Born in 1903 in what is now Poland, Mark Baum (1903–1997) used painting as a mechanism to document and examine the changing philosophical and technological concerns of the twentieth century. Due to increasing post-World War I anti-Semitism, Baum fled to New York. Enchanted by his new surroundings, he began to paint representational cityscapes and still lifes.
As Abstract Expressionism exploded onto the New York art scene, Baum found himself fascinated by the ability of these painters to convey conceptual and intellectual abstract thoughts with only gestures, shapes, and color on canvases. Intent on pushing the medium to its expressive limits, Baum began to strip his paintings of more and more realistic details.
In 1958, he created “the element,” a unique marking that would entirely compose the four hundred paintings he made throughout the remainder of his life. Baum employed “the element” like a musical note, in different rhythms, punctuated with variations in color and tone. The shape became a stand-in for the importance of a collective spirituality that would unite society, and his compositions depicted universal concepts such as gratitude and defiance. Once well known, after Baum abandoned New York City for rural Maine in 1961, he fell out of favor.
Collective Consciousness is the first museum exhibition of Baum’s enigmatic oeuvre and will include representative paintings from each phase of his fifty-year practice.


What is being asked:
Your answer should be exactly the lines from the one that contains "has height=303, width=243." through the final line of the entries below, and nothing else.
....
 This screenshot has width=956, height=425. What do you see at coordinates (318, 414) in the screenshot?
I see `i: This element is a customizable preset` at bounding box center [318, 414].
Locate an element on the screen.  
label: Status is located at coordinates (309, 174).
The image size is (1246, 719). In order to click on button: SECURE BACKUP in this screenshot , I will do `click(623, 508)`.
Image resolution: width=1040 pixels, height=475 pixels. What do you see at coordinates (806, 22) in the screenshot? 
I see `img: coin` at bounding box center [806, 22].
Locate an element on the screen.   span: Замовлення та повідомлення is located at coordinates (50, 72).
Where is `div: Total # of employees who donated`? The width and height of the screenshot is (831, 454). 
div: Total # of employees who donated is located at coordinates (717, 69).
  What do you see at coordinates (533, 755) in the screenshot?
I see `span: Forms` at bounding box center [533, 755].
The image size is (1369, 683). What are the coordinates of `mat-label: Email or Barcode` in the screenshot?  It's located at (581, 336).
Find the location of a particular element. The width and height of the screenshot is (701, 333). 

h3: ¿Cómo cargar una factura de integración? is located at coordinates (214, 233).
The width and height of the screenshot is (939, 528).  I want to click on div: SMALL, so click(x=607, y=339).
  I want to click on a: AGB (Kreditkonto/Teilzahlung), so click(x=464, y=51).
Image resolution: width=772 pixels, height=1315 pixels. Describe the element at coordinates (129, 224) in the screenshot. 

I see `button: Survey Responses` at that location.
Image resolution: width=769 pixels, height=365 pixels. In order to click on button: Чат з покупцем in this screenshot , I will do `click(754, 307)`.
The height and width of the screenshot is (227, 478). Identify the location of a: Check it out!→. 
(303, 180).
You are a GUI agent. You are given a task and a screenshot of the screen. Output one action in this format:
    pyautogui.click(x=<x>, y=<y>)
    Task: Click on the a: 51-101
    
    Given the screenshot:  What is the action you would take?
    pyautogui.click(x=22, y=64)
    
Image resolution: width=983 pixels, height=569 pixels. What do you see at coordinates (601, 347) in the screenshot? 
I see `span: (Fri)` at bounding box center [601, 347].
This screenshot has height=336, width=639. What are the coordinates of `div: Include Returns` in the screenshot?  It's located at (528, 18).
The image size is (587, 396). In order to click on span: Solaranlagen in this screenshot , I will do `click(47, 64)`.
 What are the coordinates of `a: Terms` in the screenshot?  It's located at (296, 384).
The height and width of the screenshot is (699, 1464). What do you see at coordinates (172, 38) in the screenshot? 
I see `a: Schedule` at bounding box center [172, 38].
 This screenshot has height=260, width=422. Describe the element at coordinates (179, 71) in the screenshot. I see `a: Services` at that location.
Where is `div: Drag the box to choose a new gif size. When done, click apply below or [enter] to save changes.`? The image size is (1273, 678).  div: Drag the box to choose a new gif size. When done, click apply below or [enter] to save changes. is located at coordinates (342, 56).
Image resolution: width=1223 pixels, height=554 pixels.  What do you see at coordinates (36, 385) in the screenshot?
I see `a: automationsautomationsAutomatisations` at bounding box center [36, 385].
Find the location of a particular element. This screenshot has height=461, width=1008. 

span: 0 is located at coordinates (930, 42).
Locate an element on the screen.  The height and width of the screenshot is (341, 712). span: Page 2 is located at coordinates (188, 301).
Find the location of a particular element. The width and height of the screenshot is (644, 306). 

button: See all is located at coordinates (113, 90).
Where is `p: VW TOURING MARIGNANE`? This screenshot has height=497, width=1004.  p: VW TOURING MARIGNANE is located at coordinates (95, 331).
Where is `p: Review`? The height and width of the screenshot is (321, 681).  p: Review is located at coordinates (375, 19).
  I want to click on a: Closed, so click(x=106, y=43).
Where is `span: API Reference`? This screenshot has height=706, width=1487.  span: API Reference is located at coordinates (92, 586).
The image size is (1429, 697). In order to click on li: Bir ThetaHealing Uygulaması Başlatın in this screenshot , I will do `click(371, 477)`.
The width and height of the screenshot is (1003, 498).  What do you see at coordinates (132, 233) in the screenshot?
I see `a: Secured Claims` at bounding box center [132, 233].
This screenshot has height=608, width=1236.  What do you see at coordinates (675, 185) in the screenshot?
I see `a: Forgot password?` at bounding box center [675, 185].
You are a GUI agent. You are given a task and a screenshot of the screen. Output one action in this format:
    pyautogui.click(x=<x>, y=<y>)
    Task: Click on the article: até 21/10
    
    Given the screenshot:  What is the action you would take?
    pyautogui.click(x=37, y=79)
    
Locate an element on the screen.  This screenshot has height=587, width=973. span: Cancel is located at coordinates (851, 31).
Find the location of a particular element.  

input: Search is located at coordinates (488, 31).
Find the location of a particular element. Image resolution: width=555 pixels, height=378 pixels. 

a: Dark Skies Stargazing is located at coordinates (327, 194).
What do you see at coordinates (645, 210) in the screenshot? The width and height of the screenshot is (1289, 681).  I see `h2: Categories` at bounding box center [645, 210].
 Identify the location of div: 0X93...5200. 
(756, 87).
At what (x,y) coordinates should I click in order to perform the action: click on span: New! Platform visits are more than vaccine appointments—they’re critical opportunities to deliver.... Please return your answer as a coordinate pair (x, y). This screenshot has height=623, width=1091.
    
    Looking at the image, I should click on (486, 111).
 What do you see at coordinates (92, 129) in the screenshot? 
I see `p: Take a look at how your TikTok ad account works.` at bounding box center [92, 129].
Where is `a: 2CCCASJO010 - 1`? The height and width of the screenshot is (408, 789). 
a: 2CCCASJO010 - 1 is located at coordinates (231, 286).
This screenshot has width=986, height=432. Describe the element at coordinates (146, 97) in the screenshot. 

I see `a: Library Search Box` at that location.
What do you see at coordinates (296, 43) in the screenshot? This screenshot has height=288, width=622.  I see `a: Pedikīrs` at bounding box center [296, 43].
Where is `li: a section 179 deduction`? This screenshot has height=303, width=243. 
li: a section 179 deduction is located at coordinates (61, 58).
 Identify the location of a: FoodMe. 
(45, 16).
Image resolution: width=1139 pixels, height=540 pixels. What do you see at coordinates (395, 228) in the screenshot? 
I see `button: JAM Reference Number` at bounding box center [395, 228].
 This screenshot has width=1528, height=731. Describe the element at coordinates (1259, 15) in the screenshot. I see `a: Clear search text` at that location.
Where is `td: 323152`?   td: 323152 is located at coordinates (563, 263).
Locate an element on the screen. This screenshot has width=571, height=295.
....
Solution to this task:
Where is `li: a section 179 deduction`? This screenshot has height=303, width=243. 
li: a section 179 deduction is located at coordinates (61, 58).
 Identify the location of a: FoodMe. 
(45, 16).
Image resolution: width=1139 pixels, height=540 pixels. What do you see at coordinates (395, 228) in the screenshot? 
I see `button: JAM Reference Number` at bounding box center [395, 228].
 This screenshot has width=1528, height=731. Describe the element at coordinates (1259, 15) in the screenshot. I see `a: Clear search text` at that location.
Where is `td: 323152`?   td: 323152 is located at coordinates (563, 263).
Locate an element on the screen. This screenshot has width=571, height=295.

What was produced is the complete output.